Labuschagne’s Return

Here comes Labuschagne: a world No 1 Test batter as just two years ago, freshly dropped from the ODI side, the right person to bring stability to a brittle empire. And we are told this is a more relaxed and thoughtful Labuschagne currently: a pared-down, fundamental-focused Labuschagne, no longer as intensely fixated with small details. “I feel like I’ve really stripped it back,” he said after his century. “Less focused on technique, just what I must make runs.”

Naturally, few accept this. Most likely this is a fresh image that exists only in Labuschagne’s mind: still endlessly adjusting that approach from morning to night, going more back to basics than anyone has ever dared. Prefer simplicity? Marnus will devote weeks in the training with trainers and footage, exhaustively remoulding himself into the simplest player that has ever existed. This is just the nature of the addict, and the characteristic that has always made Labuschagne one of the highly engaging sportsmen in the cricket.

The Broader Picture

It could be before this highly uncertain England-Australia contest, there is even a type of appealing difference to Labuschagne’s unquenchable obsession. For England we have a side for whom any kind of analysis, not to mention self-review, is a kind of dangerous taboo. Feel the flavours. Be where the ball is. Embrace the current.
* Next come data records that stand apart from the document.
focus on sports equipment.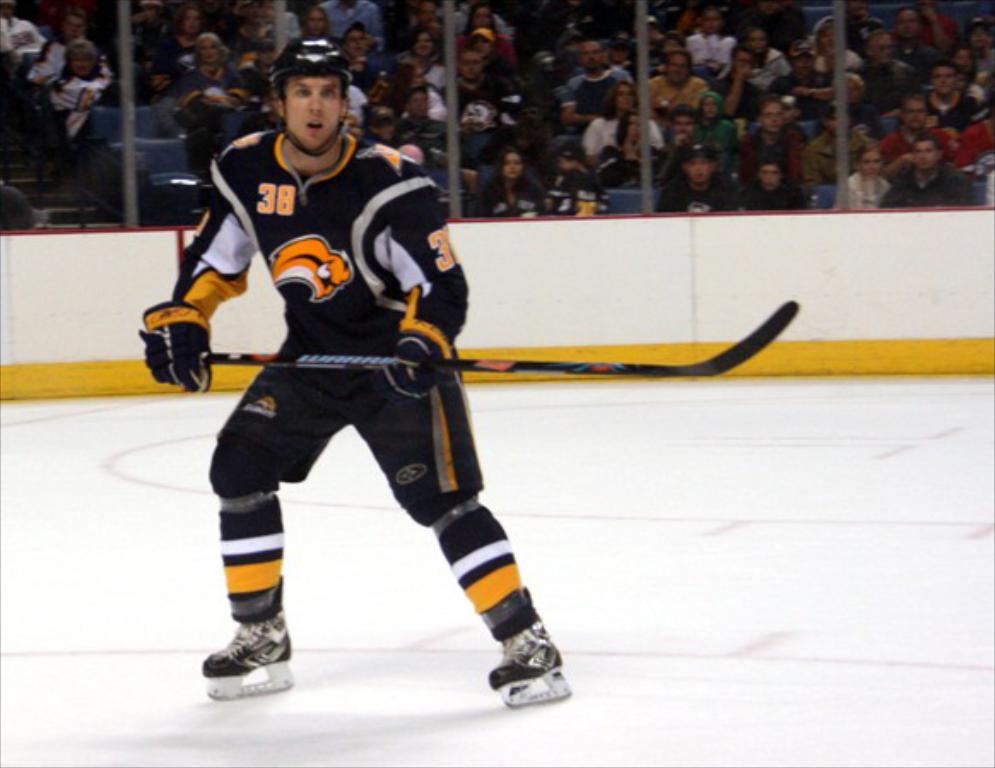
Focused at rect(486, 580, 573, 705).
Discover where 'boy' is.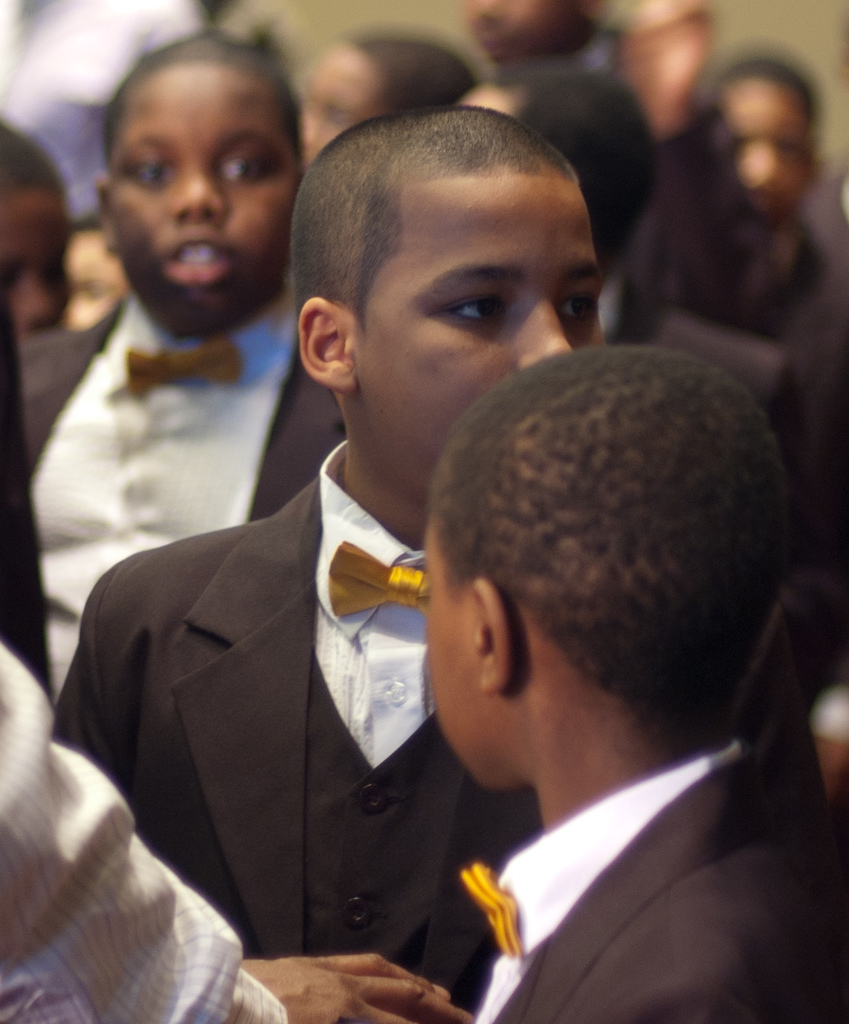
Discovered at crop(1, 128, 76, 329).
For Australia you have a batsman like Labuschagne, a man completely dedicated with the sport and wonderfully unconcerned by public perception, who finds cricket even in the spaces between the cricket, who handles this unusual pursuit with precisely the amount of quirky respect it deserves.

And it worked. During his focused era – from the time he walked out to replace a concussed the senior batsman at the famous ground in 2019 to until late 2022 – Labuschagne was able to see the game with greater insight. To reach it – through pure determination – on a different, unusual, intense plane. During his days playing club cricket, colleagues noticed him on the game day sitting on a park bench in a focused mindset, actually imagining every single ball of his batting stint. Per Cricviz, during the initial period of his career a surprisingly high number of chances were dropped off his bat. In some way Labuschagne had anticipated outcomes before fielders could respond to affect it.

Form Issues

It’s possible this was why his performance dipped the time he achieved top ranking. There were no worlds left to visualise, just a unknown territory before his eyes. Also – to be fair – he began doubting his cover drive, got stuck in his crease and seemed to lose awareness of his stumps. But it’s part of the same issue. Meanwhile his coach, his coach, believes a emphasis on limited-overs started to weaken assurance in his technique. Encouragingly: he’s just been dropped from the ODI side.
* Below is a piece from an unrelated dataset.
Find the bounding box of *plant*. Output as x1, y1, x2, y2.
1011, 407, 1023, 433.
Surely it matters, too, that Labuschagne is a man of deep religious faith, an religious believer who holds that this is all predetermined, who thus sees his task as one of achieving this peak performance, no matter how mysterious it may seem to the ordinary people.

This, to my mind, has always been the key distinction between him and Steve Smith, a more naturally gifted player

Sabrina Anderson
Sabrina Anderson

A passionate writer and life coach dedicated to empowering others through motivational content and practical advice.